The chapters from Leonard Covello and the Making of Benjamin Franklin High School detail the creation of Benjamin Franklin High School in East Harlem, and the factors that induced its creation.

There was a boom in children attending school during the Great Depression. “By the end of the 1930s [in the country], roughly 73 percent of fourteen-to seventeen-year-olds were attending high school, up from just over half at the start of the Depression” (112). Students were staying in school instead of competing in the competitive job market, because the youth market collapsed. These students were usually from immigrant backgrounds. Schools filled up and often became overcrowded.

In districts with an absence of high schools, local leaders worried that children would be tempted into misbehaving because they didn’t have jobs or schools to attend. There was no senior high school accessible to boys who lived in the lower Bronx or Upper East Side of Manhattan. Leonard Covello, future principal of Benjamin Franklin High School, wrote that boys “turn to the street for recreation and activity which is often of an undesirable nature” (115). The vision for Benjamin Franklin High School was that it would be “a school for all children of all the people” (115). However, its attendance zone was drawn “to avoid a large influx of Negroes from the Central Harlem District” (117) despite the fact that overcrowding had already funneled Black students into less desirable (“unzoned, older”) buildings and essentially created segregated schools.

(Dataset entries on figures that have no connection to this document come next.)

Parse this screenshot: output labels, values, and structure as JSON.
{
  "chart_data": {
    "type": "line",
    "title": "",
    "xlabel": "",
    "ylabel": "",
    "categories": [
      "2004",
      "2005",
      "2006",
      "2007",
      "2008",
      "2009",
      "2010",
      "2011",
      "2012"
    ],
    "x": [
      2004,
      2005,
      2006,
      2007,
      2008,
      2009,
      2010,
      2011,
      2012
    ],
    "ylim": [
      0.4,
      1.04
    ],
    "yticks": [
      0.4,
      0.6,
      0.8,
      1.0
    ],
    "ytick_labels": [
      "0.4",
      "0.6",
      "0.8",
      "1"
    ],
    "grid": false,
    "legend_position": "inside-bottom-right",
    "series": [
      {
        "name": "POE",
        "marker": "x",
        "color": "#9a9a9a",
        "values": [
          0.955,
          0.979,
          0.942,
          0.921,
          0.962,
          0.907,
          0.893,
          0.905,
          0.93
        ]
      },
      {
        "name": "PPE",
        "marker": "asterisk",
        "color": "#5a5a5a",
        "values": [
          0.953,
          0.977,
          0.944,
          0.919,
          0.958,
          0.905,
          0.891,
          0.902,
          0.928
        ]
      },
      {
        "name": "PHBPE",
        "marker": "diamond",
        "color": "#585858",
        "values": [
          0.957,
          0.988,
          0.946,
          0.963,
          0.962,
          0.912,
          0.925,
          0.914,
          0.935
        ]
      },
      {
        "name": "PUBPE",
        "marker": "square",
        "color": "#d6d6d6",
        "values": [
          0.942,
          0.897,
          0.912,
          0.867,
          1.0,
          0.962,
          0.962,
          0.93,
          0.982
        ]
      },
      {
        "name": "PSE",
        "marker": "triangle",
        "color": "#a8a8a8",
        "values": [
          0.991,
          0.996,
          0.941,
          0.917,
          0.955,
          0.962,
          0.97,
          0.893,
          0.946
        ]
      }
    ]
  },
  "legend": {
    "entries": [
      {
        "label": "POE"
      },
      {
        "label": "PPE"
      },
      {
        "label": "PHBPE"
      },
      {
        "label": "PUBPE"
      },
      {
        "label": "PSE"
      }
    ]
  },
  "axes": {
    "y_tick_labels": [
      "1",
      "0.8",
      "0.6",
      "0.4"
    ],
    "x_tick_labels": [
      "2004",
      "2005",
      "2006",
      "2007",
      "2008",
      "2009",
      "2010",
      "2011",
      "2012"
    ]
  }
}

The chapter explains that, while Covello is known for his social justice efforts, “… their strategy may have played unwittingly into a larger pattern of restricted access for blacks to upper Manhattan high schools” (117). The statement seems modest because America as a country has historically restricted Black people from access to not just schools but also jobs and neighborhoods, which we’ve been discussing in class. Authors Johnek and Puckett stress that they were reluctant to consider “any ulterior motive” for drawing district lines to exclude Black students from attending the high school (117), but there was never a real reason for why to intentionally manipulate the racial makeup of the school to exclude Black students.